Not that accreditation is unimportant. Accreditation is a key part of the process of providing valid analytical data. It is only one part, and providing data that are fit for purpose is an ongoing cycle of observation, reflection, implementation and improvement. 

My own field (veterinary residues) has struggled with this issue for years, and whilst the problem has not been totally solved, vast improvements have occurred. Our experience may be instructive, although concentrating the experience of decades to 300 words is a challenge. 

Laboratories can, and should, set up networks to determine, promote and support best practice across the field. Regular analysis of reference materials is key. In areas where no, or very few, true Certified Reference Materials are available, this can be challenging. However, laboratories can produce and characterise their own ’in house’ materials, and these can be rolled out to others by groups of labs acting in concert. 

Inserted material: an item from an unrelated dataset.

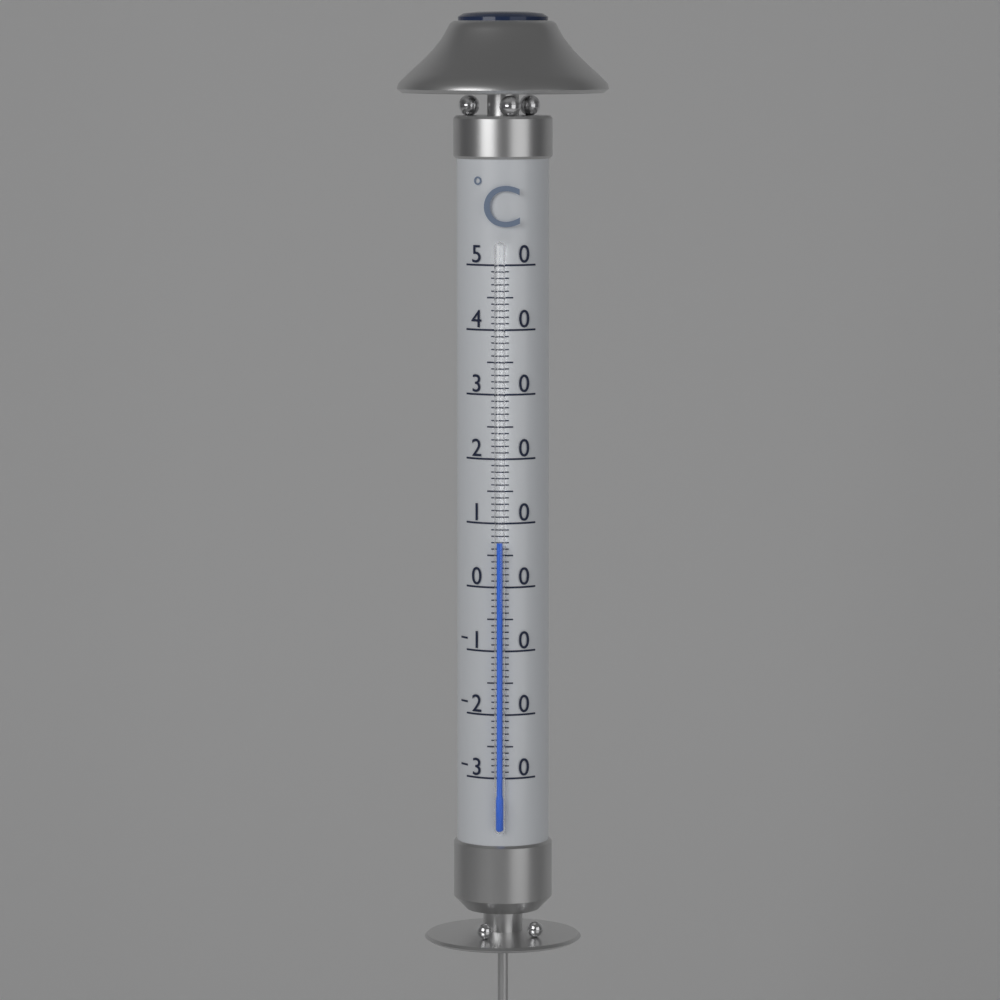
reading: 7 °C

Good, well-controlled external performance assessment plays a vital role. This process demonstrates consensus. If there is no consensus, this, in and of itself, is a key observation. Participants can discuss the lack of agreement, assess its causes and hence improve the state of the art.

Finally, overarching guidelines, or even regulations (such as Commission Decision 2002/657/EC), provide a solid framework for benchmarking. 

One often hears that such procedures are time-consuming, expensive and stifle scientific flair. In answer, I ask laboratory managers how much time, money and effort are expended in repeating work, and how much scientific flair could one express if no-one trusts your result?